Senate debates
Tuesday, 28 March 2017
Business
Rearrangement
12:38 pm
George Brandis (Queensland, Liberal Party, Attorney-General) Share this | Hansard source
Once again we see yet another last-minute attempt to delay the Senate from dealing with an issue that has been the subject of public discussion and the subject of discussion in this parliament and in this Senate, by its committees, since the end of 2013. There is nothing more to be said on this matter, because every possible argument about section 18C has been made and made again over the course of the last 3½ years.
Might I remind honourable senators, and particularly those members of the crossbench, of the history of this matter. The coalition government was elected in September 2013, with a promise to reform section 18C of the Racial Discrimination Act. We promised to do that for two reasons: firstly, because it represented an unjustifiable constraint on freedom of speech, as we saw in the Bill Leak case, as we saw in the QUT students case; and, secondly, because it was not well worded to deal with the core vice of racism that is racial harassment, which was entirely missing from section 18C. We had a long public discussion in 2013. In May 2014 the Abbott government released an exposure draft of changes—changes that are very, very similar to the ultimate form of the bill that has now reached this chamber. Mr Abbott in September 2014, for reasons he explained at the time, decided not to proceed with that bill and, to use his words, took the matter off the table.
But the public discussion of section 18C continued, in particular because we continued to see section 18C being used as a vehicle for the persecution of innocent Australians, as it was used as a vehicle for the persecution of the late, great Bill Leak, as it was used as a vehicle for the persecution of a handful of completely innocent teenagers who were students at the QUT who made a wisecrack about a racially discriminatory computer lab.
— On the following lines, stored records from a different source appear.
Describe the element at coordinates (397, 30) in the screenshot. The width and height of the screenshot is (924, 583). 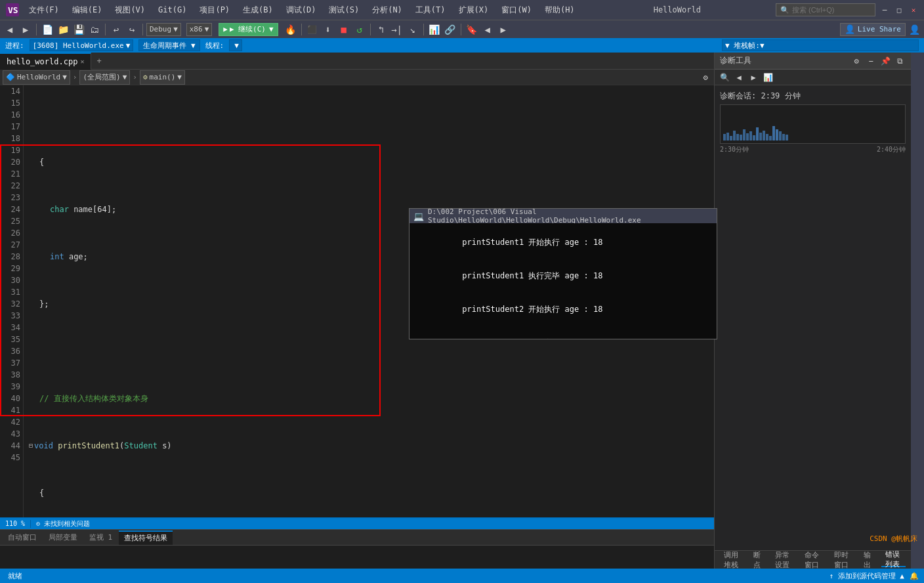
I see `run-to-cursor: →|` at that location.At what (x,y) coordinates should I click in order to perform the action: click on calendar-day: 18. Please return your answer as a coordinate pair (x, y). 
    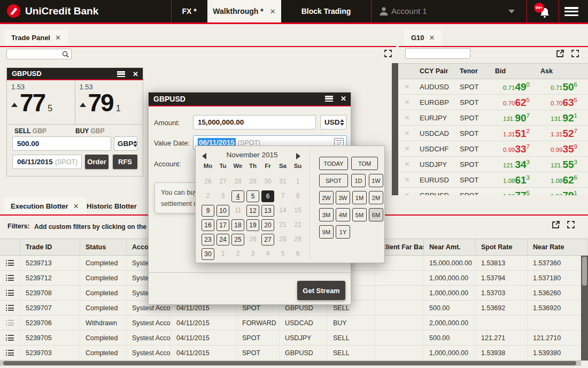
    Looking at the image, I should click on (238, 225).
Those youngsters were subject to the persecution of a process for months and years. That is the reason the matter continued to be a matter of concern to all thinking Australians.
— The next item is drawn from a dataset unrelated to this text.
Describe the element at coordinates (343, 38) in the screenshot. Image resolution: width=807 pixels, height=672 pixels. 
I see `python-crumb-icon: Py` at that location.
Last year the Prime Minister decided to revisit the issue, by asking me to refer the issue to the Parliamentary Joint Committee on Human Rights for inquiry and report. I sent that request to the parliamentary human rights committee on 8 November last year. In the following two months, the parliamentary human rights committee held nine full days of public hearings, including a public hearing in every single capital city in Australia. Nine full days of public hearings is a very long inquiry for a parliamentary committee, by any measure. It reported on 28 November. That report was tabled.
The government considered the report. I discussed the report with the President of the Human Rights Commission, Professor Gillian Triggs, whose contribution to this discussion has been very constructive, and Professor Triggs suggested some amendments of her own, many of which the government has taken up. The matter was brought up in the Senate, when the bill was introduced last week, and a view was taken by senators that, purely for the purpose of having a look at some drafting matters, there would be a brief Senate inquiry. It was not, as you say, Senator Wong, for half a day, because in substance the inquiry went for the whole of Friday, which is about the length of time a routine Senate inquiry that does not go into the merits of the issue—because the merits had already been extensively canvassed by the parliamentary human rights committee—would expect to take. That committee has reported back, and we are now ready to debate the bill, on an issue that has been a major issue in public discussion in this country for 3½ years. There are already 20 speakers on the speakers list for the second reading. The Senate can deal with this matter this week, as it always planned to do. It should deal with the matter this week, and Senator Wong should not be indulged in trying once again to play politics with this issue.